• Thursday, 21 November 2024

US State Department: North Macedonia does not meet minimum standards for elimination of trafficking 

US State Department: North Macedonia does not meet minimum standards for elimination of trafficking 

Washington, 24 June 2024 (MIA) - The Government of North Macedonia does not fully meet the minimum standards for the elimination of trafficking but is making significant efforts to do so. The government demonstrated overall increasing efforts compared with the previous reporting period; therefore North Macedonia remained on Tier 2, states the 2024 Trafficking in Persons Report published Monday by the United States Department of State, as reported by Voice of America in Macedonian.

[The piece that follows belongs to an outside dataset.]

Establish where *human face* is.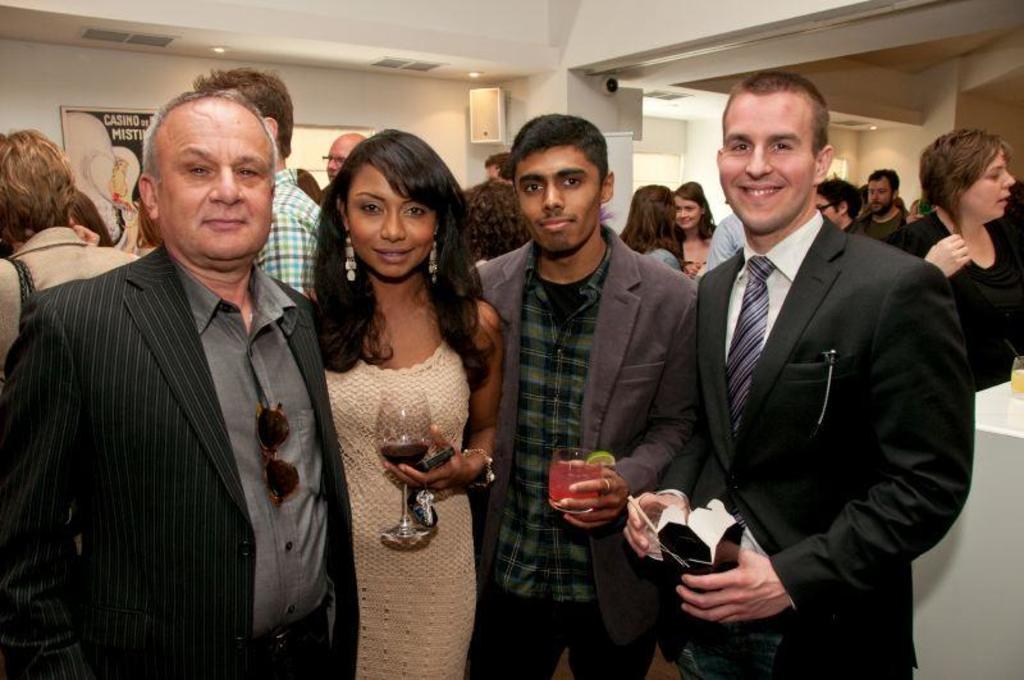
Established at Rect(721, 91, 810, 236).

“These efforts included increasing overall law enforcements efforts, including investigating, prosecuting, and convicting more traffickers. The government continued to increase resources for the NGO-run shelter for trafficking victims (the shelter) and revised SOPs on identifying victims and referring victims to services. The Ministry of Interior (MOI) and the State Labor Inspectorate signed a memorandum of cooperation to improve coordination of labor trafficking investigations, including through joint inspections and trainings. However, the government did not meet the minimum standards in several key areas,” the report says.

According to the report, the Organized Crime and Corruption Prosecution Office (OCCPO) did not have sufficient resources to handle all cases under its jurisdiction, and some local police and district prosecutors did not report potential trafficking cases to the Anti-Trafficking Task Force (task force) or OCCPO and used crimes with more lenient penalties to prosecute traffickers. While the government increased funding to the shelter, this covered only a small percentage of the shelter’s operating expenses

Similarly, the report adds, the government did not allocate funding to mobile teams that identify most potential victims each year, despite past commitments to do so. Local police and some border agents did not consistently screen for trafficking indicators and, as a result, authorities likely deported some unidentified trafficking victims without referral to appropriate services or safeguards to prevent re-trafficking.

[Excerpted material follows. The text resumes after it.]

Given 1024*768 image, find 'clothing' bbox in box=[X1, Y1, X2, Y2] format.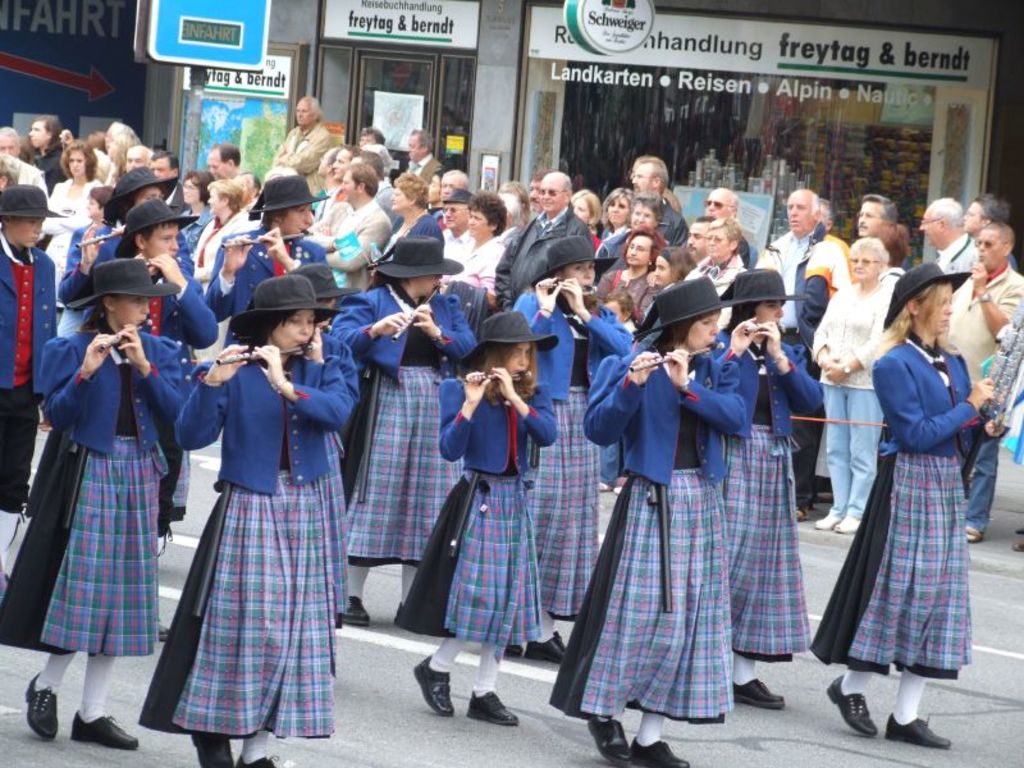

“As reported over the past five years, human traffickers exploit domestic and foreign victims in North Macedonia, and traffickers exploit victims from North Macedonia abroad. Women and girls in North Macedonia are exploited through sex trafficking and forced labor within the country in restaurants, bars, and nightclubs. Sex traffickers recruit foreign victims typically from Eastern Europe and the Balkans, including Albania, Bosnia and Herzegovina, Kosovo, Moldova, Romania, Russia, Serbia, and Ukraine. Citizens of North Macedonia and foreign victims transiting North Macedonia are exploited for sex trafficking and forced labor in construction and agricultural sectors in Southern, Central, and Western Europe. Traffickers, who are often relatives or close friends, exploit Romani children through forced begging and sex trafficking within forced marriages. Traffickers increasingly recruit victims with fake online profiles on social media and various online applications. In 2021, traffickers from Taiwan recruited workers from Taiwan with false promises of work in North Macedonia for the purpose of forced labor. Traffickers confiscated passports, withheld wages, restricted movement, and set up a call center where they forced the victims from Taiwan to make fraudulent calls,” the report notes.

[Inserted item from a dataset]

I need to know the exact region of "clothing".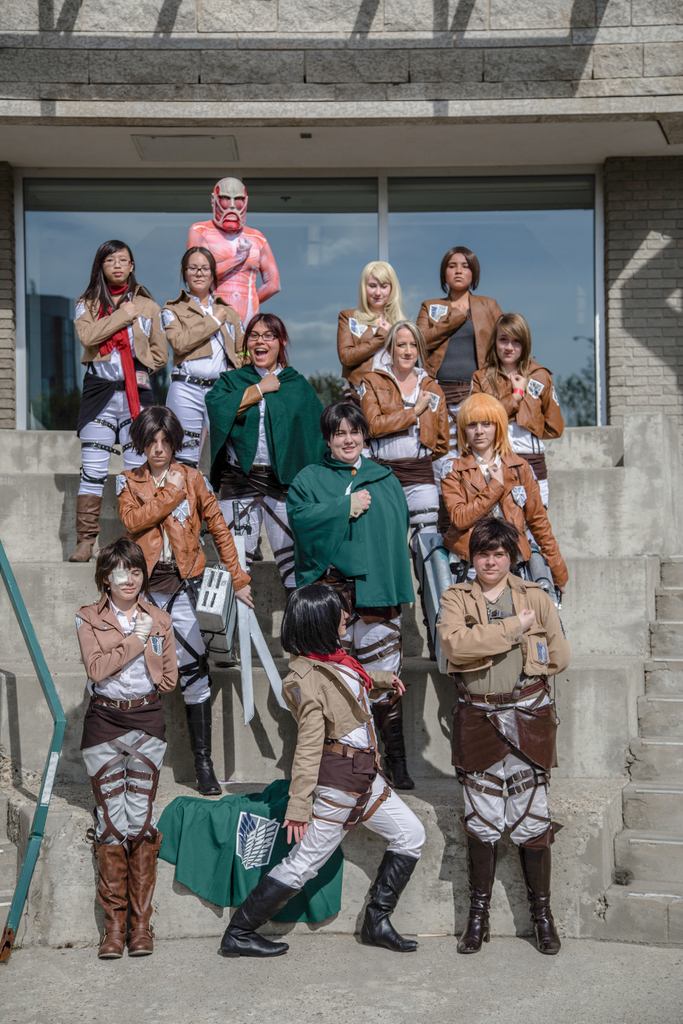
Region: bbox=[76, 601, 176, 855].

Migrants and refugees traveling or being smuggled through North Macedonia, particularly women and unaccompanied children, are vulnerable to trafficking by their smugglers or other migrants. NGOs report children with mental and physical disabilities are increasingly vulnerable to trafficking.

Officials and observers continued to report low-ranking police officers may be complicit in trafficking, including hiding evidence, accepting bribes, changing patrol routes to benefit perpetrators, tipping off perpetrators before law enforcement actions, or direct involvement in organized crime.